Flavor was our most important consideration when we chose to offer “Sweety Pie” at our U-Pick blackberry farm in Northwest Georgia. We were expanding and needed to find some additional varieties to offer. We looked around for varieties that would be hardy and do well in our climate, but we focused mostly on flavor. After all, if you want flavorless, dull berries, you’ll go the grocery store and save yourself the trouble of picking them at all, right?
Blackberries for the Supermarket
Blackberries varieties have been developed, over time, to enhance different traits that make them more marketable in different ways. Some berries are designed specifically to keep well, transport well, and stay looking nice, longer, on the store shelves. These blackberries have to be lower in natural sugar, to keep their shape and color longer. That makes them perfect for supermarket production. It does NOT make them all that ideal for flavor!
Northwest Georgia Blackberries
We grow five varieties of berries, here at Grassy Mountain Blackberries. Each one was selected with an eye toward great flavor. However, the kind of berry that has us the most excited are the “Sweety Pie,” and not just because it has such an awesome name! Sweety Pie blackberries are 10 – 12% sugar, the highest sugar content and best-rated flavor of any blackberry available. Because of their high sugar content, Sweety Pie doesn’t make a good berry for grocery store markets, or even Farmer’s Markets that don’t sell within a few days of picking.
U-Pick Blackberries
But, we are not a supermarket! When you pick the berries, you take them directly home and use or eat them as you wish. While Sweety Pie may not keep as long in the refrigerator as some varieties, we’re betting they won’t have to! Berries this sweet will be eaten up right away!
On top of being the sweetest blackberry available, Sweety Pies have the added bonus of blooming pink, instead of white. They have been so much fun to watch this spring, as last year’s planting leafs and blooms.
Sweety Pies are a floricane bearing plant, meaning that they bear fruit on last year’s growth. The berries that we’ll be harvesting this summer are the product of the first-year growth from what we planted last year. This is why the 2017 crop of Sweety Pie won’t be as big as it will be in years to come. But, whatever we get out of them, it’s going to be delicious. They should bear around the middle of June. So, don’t wait too long to get out and pick your share of the Sweetest Blackberries in Northwest Georgia!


* **Required work**
The listing is to be returned word for word, without its images.

* **Task material**
-.-.-

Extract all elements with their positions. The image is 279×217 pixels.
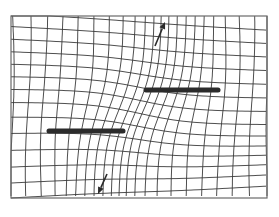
figure-frame xyxy=(11,16,267,198)
horizontal-grid-line xyxy=(11,16,266,30)
horizontal-grid-line xyxy=(11,90,266,112)
vertical-grid-line xyxy=(40,16,47,196)
horizontal-grid-line xyxy=(11,77,266,98)
horizontal-grid-line xyxy=(11,175,266,183)
deformed-grid-diagram xyxy=(0,0,279,217)
vertical-grid-line xyxy=(217,16,226,196)
figure-canvas xyxy=(0,0,279,217)
horizontal-grid-lines xyxy=(11,16,266,198)
vertical-grid-line xyxy=(186,16,204,196)
vertical-grid-line xyxy=(232,16,240,196)
vertical-grid-line xyxy=(55,16,63,196)
arrow-down-icon xyxy=(98,174,107,194)
vertical-grid-line xyxy=(111,16,145,196)
horizontal-grid-line xyxy=(11,39,266,57)
horizontal-grid-line xyxy=(11,133,266,146)
horizontal-grid-line xyxy=(11,186,266,198)
motion-arrows xyxy=(98,22,165,194)
vertical-grid-lines xyxy=(11,16,267,196)
vertical-grid-line xyxy=(171,16,195,196)
horizontal-grid-line xyxy=(11,165,266,167)
vertical-grid-line xyxy=(25,16,31,196)
vertical-grid-line xyxy=(135,16,169,196)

-.-.-

* **Your response**
Extract all elements with their positions. The image is 279×217 pixels.
figure-frame xyxy=(11,16,267,198)
horizontal-grid-line xyxy=(11,16,266,30)
horizontal-grid-line xyxy=(11,90,266,112)
vertical-grid-line xyxy=(40,16,47,196)
horizontal-grid-line xyxy=(11,77,266,98)
horizontal-grid-line xyxy=(11,175,266,183)
deformed-grid-diagram xyxy=(0,0,279,217)
vertical-grid-line xyxy=(217,16,226,196)
figure-canvas xyxy=(0,0,279,217)
horizontal-grid-lines xyxy=(11,16,266,198)
vertical-grid-line xyxy=(186,16,204,196)
vertical-grid-line xyxy=(232,16,240,196)
vertical-grid-line xyxy=(55,16,63,196)
arrow-down-icon xyxy=(98,174,107,194)
vertical-grid-line xyxy=(111,16,145,196)
horizontal-grid-line xyxy=(11,39,266,57)
horizontal-grid-line xyxy=(11,133,266,146)
horizontal-grid-line xyxy=(11,186,266,198)
motion-arrows xyxy=(98,22,165,194)
vertical-grid-lines xyxy=(11,16,267,196)
vertical-grid-line xyxy=(171,16,195,196)
horizontal-grid-line xyxy=(11,165,266,167)
vertical-grid-line xyxy=(25,16,31,196)
vertical-grid-line xyxy=(135,16,169,196)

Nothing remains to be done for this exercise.